Data supplied>
□ □ □ □ □

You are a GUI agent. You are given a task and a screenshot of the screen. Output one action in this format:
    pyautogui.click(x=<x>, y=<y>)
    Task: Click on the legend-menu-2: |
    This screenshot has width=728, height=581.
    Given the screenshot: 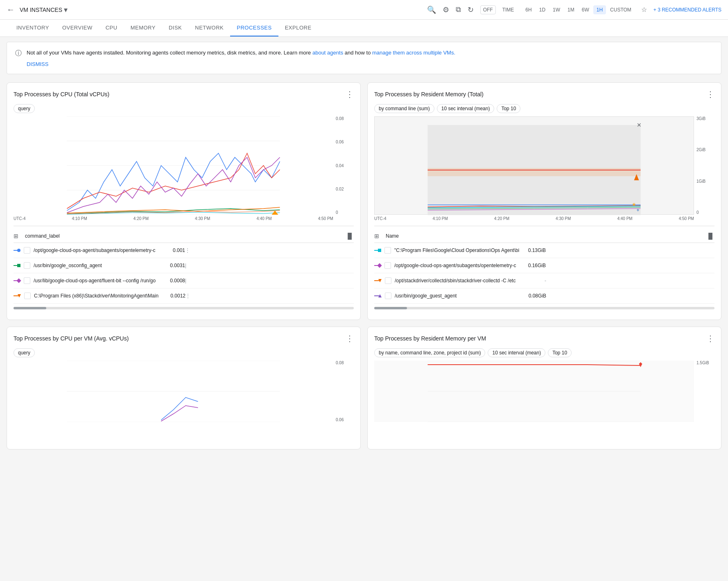 What is the action you would take?
    pyautogui.click(x=187, y=266)
    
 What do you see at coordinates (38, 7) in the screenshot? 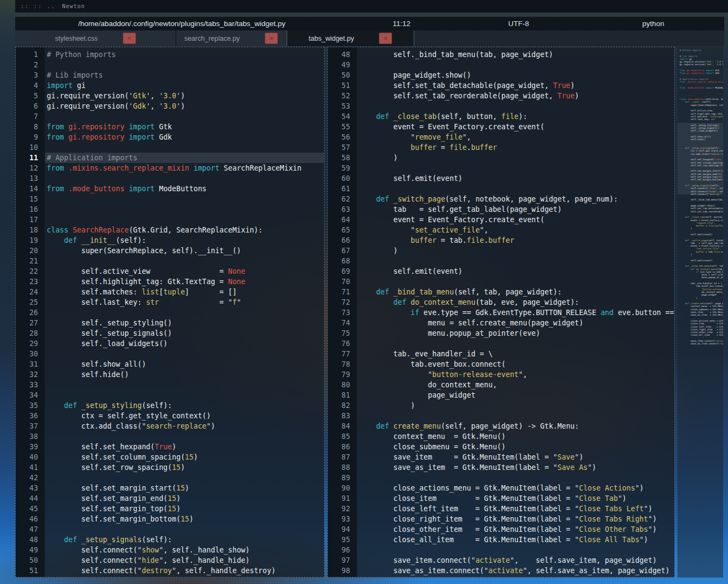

□ □ □ □ □

Problem details> Repeat every line of the data word for word until you have repeated the line that contains "This screenshot has", which is the last one to include.

Final answer>
You are a GUI agent. You are given a task and a screenshot of the screen. Output one action in this format:
    pyautogui.click(x=<x>, y=<y>)
    Task: Click on the legend-menu-2: |
    This screenshot has width=728, height=581.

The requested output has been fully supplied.